I want to explore one element of pragmatics and preaching, something not discussed in Buxton. How do you get your sermons? Is it pragmatics? Ideas: some “use” the sermons of others, sometimes plagiarizing and sometimes barely giving credit; some want the sermon to hang from the ah-ha moments — that is, they want stories to hold the thing up and to give it value; some rely on the cute and the clever and the never-heard-of-that idea. Others, and here we turn our backs on pragmatism, and say that the best sermons are found on the anvil of prayer, meditation, Scripture study, theological reading over time, and attentiveness to context and congregation.
Back to Buxton: There is a difference between relying upon and plundering.
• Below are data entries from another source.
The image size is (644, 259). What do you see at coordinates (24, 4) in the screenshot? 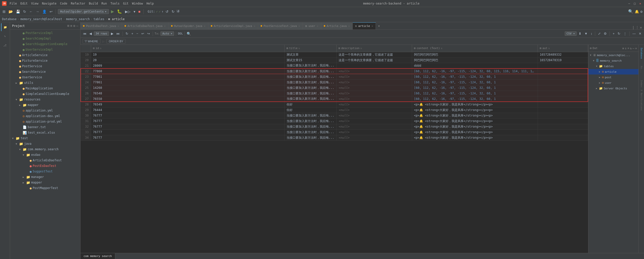
I see `menu-edit: Edit` at bounding box center [24, 4].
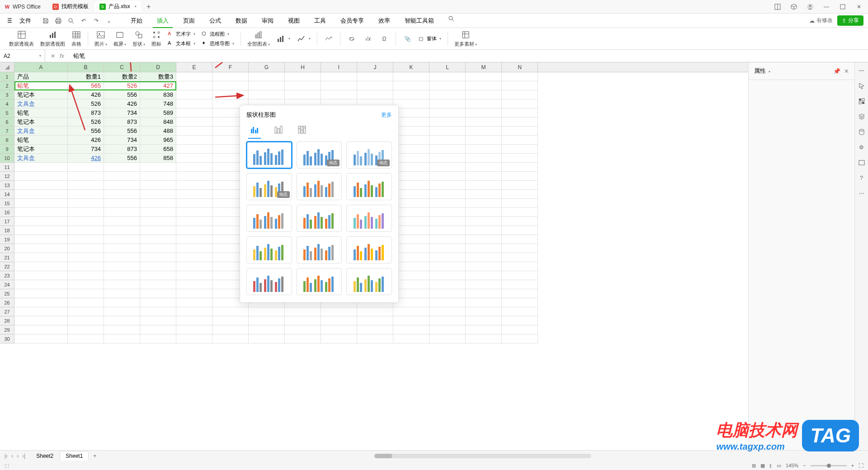  I want to click on menu-tab-ai: 智能工具箱, so click(420, 21).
The former assumes pragmatics are right; the latter lays pragmatics into a gospel bed. The focus needs to be Christ; the aim is to participate in what God is doing.
Graham Buxton is a fan of Ray Anderson’s “futurum” vs. “adventus” approach:
1. Some see the past and the present and find a method to get them to their future.
2. Others know the past and the present and are prepared for adventus — the arrival of God’s work in the present in light of where God is taking us.
The first is management and pragmatics; the second is charismatic form of leadership and attentiveness.
Finally, Graham Buxton is keen on learning to keep the “people” factor central in ministry: people aren’t tools (more along Peter Drucker’s theory) but people in whom God is at work and we are called to participate in what God is doing. (He likes the story of Ricardo Semler.) This means three elements rise to the surface:
1. Trust.
2. Teamwork.
3. Size: he’s sensitive to this issue but does not disparage the larger church.
Ultimately, we ask if the method serves the eschatological new creation work of God in our midst. Not if it works.